Choose DuPage Making a Difference

By: John R. Quigley, President and CEO of the Elmhurst Chamber of Commerce. While the state of Illinois continues to struggle in the field of economic development, DuPage County has developed a public/private alliance that, since its creation a decade ago, has played a vital role in business growth and job creation across 38 municipalities.
 As our County’s Economic Development Alliance, Choose DuPage’s mission is to:
  • Support local municipal economic development initiatives;
  • Grow, retain and attract businesses; and
  • Address policy issues critical to the needs of business.
In Elmhurst, Choose DuPage partners with both the city’s Economic Development Commission on its annual Commercial Real Estate Forum and the Elmhurst Chamber of Commerce & Industry on business legislation initiatives before the Illinois General Assembly. According to Choose DuPage’s recently-released 2104 Annual Report (view online here), nearly 38,000 new businesses opened countywide last year, making the ninth consecutive year of growth since the Alliance began tracking numbers in 2006. Our County’s 2014 industrial vacancy rate of 5.5 percent is its lowest since before 2006 and the lowest in the 14-county region (including Northwest Indiana and Southeast Wisconsin) for the second year in a row, while the Class A office vacancy rate of 16.5 percent is DuPage’s lowest since 2008. In last year’s Fourth Quarter alone, some 1.1 million square feet of office space was absorbed.
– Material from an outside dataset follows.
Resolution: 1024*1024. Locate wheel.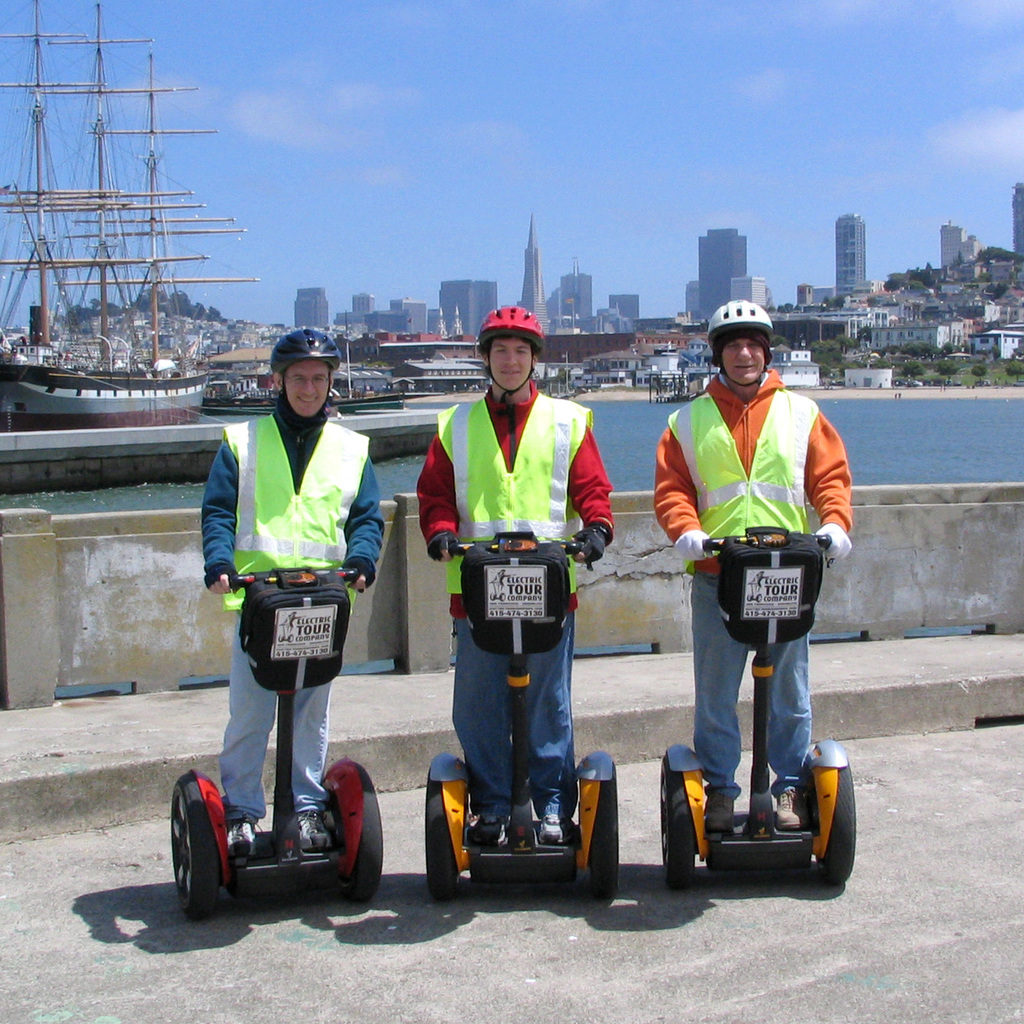
[x1=168, y1=767, x2=233, y2=925].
With 118 new projects in 2014, DuPage ranked second only to Cook County (385) in the region. Criteria for new projects included minimums of $1 million invested, 20,000 square feet of expansion and 50 new jobs, plus headquarters facility and Choose DuPage involvement. Our county’s total included 29 of 127 manufacturing projects, 22 of 65 projects in warehousing and distribution, 15 of 102 business services projects and 14 of 74 retail projects. The region’s 657 projects created or retained some 39,000 jobs and investments of $6.8 billion. With the county’s private sector employment growing to nearly 600,000 jobs in 2014, the unemployment rate fell to slightly more than 4 percent, the lowest percentage since 2007. That rate also ranked both lowest in the region and among the lowest in the state. At $1.3 million, 2014 sales tax receipts increased for the sixth consecutive year and surpassed pre-recession numbers for the third year in a row. Using Choose DuPage as a model, Illinois Gov. Bruce Rauner wants to restructure the state’s Department of Commerce & Economic Opportunity (DCEO), now directed by Rauner appointee Jim Schultz, into just such a public/private partnership. Ironically, Rauner recently appointed Choose DuPage President/CEO Greg Bedalov as the Illinois Tollway Authority’s new executive director.